Authors:
Historic Era: Era 1: Three Worlds Meet (Beginnings to 1620)
Historic Theme:
Subject:
August/September 2002 | Volume 53, Issue 4
Authors:
Historic Era: Era 1: Three Worlds Meet (Beginnings to 1620)
Historic Theme:
Subject:
August/September 2002 | Volume 53, Issue 4
“His temperament lacked joy and good will toward men . . . and his soul gorged on two dishes, his ego and his god. Egotism and religion formed the content and the contours of his life, and he felt no sympathy with other human beings, since his eyes looked only upward, never down. His faith was gruesome and dark, for his god was a terrifying being, and the only lesson he drew from religion was fear. His respect for his god was all the deeper and more profound since he lacked respect for every other creature. The common goal of despotism and religion for religion’s sake is conformity, and conformity was ever the crutch of his impoverished spirit. He could imagine no higher achievement than regimented faith. . . .”
Each word above applies perfectly to Osama bin Laden, but those lines were written 200 years ago by Friedrich von Schiller, the German man of letters, about Philip II of Spain, who had died two centuries earlier still, after a literal reign of terror. As we approach the first anniversary of the worst terrorist incident in American history—though far from the worst in the history of the world—a great deal has been said about historical precedents. But we are most apt to page through our books in search of parallels of plot and similarities of event, though parallels of character and recurring, inextinguishable forms of personality may prove at least as illuminating.
The only salient difference between Philip II and Osama bin Laden is that the former enjoyed—if he may be said to have enjoyed anything—official power and formal authority, while Osama bin Laden had to construct his power and convince men of his authority. But their bitter souls are twins.
Such men are an enduring human type, the fanatical, aggressive believer, driven by devils of his own devising. The study of their limited hearts and fear-gripped souls must be instructive to even the best among us, for in their deficiencies and deformities we see not only the enduring foes of liberty, of conscience and warm faith, but a reflection of the enemy who lurks within us all, of Cain.
Philip II and Osama bin Laden share an apocalyptic vision of man’s fate with many another figure cast upon the shores of history by the seas of change, men like Thomas M’fcntzer, the Utopian avenger of the Reformation who baptized Germany in blood, and John Brown of Bleeding Kansas and Harpers Ferry. Such men require a vengeful God and the belief that few are chosen for salvation, the conviction that this world is hopelessly sin-wracked and that the lives of others may be sacrificed in atonement. Each figure is ultimately a blasphemer against his own religion, having appointed himself God’s instrument upon earth, assuming the license to kill by the tens or the tens of thousands those who do not share his vision, to purge, to punish, and to sanctify.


Assignment — If a line in the data below includes the string "romans", please return a copy of it.

· · · · ·

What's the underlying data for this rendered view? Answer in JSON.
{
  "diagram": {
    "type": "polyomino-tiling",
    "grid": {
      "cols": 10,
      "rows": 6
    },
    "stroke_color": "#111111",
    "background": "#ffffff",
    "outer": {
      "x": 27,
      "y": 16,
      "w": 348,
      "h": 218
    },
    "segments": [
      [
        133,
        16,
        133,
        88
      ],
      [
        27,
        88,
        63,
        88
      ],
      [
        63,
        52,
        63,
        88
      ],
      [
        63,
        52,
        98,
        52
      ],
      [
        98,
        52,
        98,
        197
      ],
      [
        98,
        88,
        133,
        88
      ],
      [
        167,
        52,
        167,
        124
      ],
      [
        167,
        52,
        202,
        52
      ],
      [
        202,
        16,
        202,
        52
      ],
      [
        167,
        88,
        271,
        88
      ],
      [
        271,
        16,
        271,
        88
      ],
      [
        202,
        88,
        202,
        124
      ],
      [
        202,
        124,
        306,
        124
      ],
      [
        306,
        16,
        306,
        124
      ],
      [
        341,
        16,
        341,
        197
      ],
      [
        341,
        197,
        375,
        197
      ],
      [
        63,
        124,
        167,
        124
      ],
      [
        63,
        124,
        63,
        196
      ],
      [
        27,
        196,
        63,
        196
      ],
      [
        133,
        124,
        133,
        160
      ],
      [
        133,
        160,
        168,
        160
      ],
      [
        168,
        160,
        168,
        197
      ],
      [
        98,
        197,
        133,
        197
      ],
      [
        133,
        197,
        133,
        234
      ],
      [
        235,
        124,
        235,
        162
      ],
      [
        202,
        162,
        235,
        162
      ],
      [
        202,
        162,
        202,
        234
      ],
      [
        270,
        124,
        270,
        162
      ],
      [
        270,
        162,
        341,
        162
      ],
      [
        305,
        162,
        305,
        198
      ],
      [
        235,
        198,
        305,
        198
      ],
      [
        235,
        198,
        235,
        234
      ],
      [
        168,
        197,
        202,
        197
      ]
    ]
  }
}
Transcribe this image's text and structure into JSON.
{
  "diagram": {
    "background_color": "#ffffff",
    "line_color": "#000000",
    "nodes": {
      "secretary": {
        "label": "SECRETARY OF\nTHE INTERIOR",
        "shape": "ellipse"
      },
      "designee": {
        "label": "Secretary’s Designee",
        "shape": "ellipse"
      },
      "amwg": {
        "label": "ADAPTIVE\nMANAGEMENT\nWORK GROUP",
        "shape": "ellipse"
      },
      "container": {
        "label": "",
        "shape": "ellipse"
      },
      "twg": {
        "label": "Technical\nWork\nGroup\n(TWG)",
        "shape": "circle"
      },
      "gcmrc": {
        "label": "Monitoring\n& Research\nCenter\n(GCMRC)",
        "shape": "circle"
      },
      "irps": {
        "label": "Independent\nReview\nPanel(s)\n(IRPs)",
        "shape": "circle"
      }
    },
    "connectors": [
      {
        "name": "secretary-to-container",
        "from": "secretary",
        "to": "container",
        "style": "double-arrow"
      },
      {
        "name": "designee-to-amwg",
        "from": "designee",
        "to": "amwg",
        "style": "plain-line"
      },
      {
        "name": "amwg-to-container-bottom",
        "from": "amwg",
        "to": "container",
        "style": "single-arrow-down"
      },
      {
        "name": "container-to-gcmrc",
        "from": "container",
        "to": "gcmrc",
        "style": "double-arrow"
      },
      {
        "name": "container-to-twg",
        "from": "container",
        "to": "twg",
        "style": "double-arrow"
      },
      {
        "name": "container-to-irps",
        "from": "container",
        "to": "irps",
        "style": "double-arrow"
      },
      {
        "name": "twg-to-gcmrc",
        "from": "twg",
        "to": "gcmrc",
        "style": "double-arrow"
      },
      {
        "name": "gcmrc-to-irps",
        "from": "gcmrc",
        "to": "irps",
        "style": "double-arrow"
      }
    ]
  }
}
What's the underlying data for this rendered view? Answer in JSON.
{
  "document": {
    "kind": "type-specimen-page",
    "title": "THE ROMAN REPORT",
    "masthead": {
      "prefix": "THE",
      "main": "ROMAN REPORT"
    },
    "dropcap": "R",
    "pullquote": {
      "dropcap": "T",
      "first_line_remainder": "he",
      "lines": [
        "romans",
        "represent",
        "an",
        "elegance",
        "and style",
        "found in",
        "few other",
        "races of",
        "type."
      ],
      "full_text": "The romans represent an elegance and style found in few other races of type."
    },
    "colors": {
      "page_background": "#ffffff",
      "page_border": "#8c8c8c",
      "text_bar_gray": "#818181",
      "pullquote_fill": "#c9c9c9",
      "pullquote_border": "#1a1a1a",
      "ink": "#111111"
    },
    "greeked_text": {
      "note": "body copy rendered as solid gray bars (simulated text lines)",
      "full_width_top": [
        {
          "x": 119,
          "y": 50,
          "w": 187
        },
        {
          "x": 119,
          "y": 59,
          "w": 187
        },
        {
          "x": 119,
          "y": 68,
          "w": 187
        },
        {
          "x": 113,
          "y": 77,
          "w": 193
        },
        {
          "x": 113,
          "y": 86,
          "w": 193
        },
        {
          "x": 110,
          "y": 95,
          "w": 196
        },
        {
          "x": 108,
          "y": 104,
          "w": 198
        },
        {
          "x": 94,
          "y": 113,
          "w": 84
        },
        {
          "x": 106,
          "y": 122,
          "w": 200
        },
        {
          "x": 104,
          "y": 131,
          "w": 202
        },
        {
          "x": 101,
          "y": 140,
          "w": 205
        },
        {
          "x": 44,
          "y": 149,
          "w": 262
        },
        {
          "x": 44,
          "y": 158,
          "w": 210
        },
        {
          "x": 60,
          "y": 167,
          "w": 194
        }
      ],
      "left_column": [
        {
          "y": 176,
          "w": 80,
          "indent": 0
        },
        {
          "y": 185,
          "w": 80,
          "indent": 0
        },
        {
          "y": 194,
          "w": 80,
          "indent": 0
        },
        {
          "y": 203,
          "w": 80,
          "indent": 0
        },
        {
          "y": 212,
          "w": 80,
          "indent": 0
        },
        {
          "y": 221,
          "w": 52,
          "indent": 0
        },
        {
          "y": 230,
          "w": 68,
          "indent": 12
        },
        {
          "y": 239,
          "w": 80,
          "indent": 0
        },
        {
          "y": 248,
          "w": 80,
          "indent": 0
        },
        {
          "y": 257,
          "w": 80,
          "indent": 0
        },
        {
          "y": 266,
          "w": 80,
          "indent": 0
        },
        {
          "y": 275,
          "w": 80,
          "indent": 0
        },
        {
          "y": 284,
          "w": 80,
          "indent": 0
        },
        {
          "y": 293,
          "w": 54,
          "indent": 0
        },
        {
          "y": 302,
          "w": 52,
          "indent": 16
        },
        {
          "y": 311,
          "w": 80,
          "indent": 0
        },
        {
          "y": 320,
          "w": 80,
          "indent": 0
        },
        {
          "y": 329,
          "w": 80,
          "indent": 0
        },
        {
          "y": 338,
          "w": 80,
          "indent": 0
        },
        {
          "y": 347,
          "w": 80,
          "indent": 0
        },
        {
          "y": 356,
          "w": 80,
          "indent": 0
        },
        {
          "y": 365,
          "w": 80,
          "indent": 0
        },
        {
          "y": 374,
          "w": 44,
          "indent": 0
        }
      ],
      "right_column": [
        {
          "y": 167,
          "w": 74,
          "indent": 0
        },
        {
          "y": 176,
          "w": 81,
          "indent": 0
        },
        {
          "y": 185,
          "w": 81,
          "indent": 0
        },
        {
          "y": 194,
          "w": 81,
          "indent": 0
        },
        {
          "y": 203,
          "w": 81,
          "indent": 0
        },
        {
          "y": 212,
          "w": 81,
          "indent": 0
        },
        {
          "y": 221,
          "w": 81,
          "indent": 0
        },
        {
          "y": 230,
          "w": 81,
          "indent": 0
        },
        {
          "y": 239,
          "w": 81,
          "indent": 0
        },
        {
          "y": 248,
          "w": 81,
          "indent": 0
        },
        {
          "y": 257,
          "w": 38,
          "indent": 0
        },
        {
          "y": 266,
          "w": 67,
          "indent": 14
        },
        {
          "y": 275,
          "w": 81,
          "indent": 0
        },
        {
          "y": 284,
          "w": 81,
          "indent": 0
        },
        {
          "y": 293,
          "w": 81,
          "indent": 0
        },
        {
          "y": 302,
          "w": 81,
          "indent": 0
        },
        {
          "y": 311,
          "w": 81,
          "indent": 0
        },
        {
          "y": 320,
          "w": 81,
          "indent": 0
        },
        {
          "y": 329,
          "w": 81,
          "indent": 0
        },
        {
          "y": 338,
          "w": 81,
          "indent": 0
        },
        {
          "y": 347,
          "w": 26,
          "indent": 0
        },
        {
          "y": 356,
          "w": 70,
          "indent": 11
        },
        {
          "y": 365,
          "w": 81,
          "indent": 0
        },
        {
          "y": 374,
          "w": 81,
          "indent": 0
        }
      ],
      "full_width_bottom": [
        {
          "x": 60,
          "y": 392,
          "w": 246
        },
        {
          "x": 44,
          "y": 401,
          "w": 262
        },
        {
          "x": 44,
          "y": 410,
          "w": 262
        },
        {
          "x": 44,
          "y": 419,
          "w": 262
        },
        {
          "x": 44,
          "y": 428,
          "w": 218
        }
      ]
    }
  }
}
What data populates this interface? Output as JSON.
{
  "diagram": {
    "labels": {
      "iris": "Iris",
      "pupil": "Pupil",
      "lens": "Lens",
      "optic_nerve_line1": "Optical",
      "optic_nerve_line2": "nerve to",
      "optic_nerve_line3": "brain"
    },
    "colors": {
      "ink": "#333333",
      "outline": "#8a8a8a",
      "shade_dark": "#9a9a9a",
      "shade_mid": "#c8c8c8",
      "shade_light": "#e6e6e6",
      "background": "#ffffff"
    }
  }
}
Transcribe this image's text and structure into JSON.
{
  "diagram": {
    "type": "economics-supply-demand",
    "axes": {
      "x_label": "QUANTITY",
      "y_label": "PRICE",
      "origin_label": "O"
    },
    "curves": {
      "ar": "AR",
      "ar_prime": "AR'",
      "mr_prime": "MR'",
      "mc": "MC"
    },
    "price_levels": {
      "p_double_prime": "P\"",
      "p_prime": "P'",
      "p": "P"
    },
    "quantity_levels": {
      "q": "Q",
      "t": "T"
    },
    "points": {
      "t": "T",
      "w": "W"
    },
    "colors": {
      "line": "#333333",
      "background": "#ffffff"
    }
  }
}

· · · · ·

Solved exercise —
        "romans",
      "full_text": "The romans represent an elegance and style found in few other races of type."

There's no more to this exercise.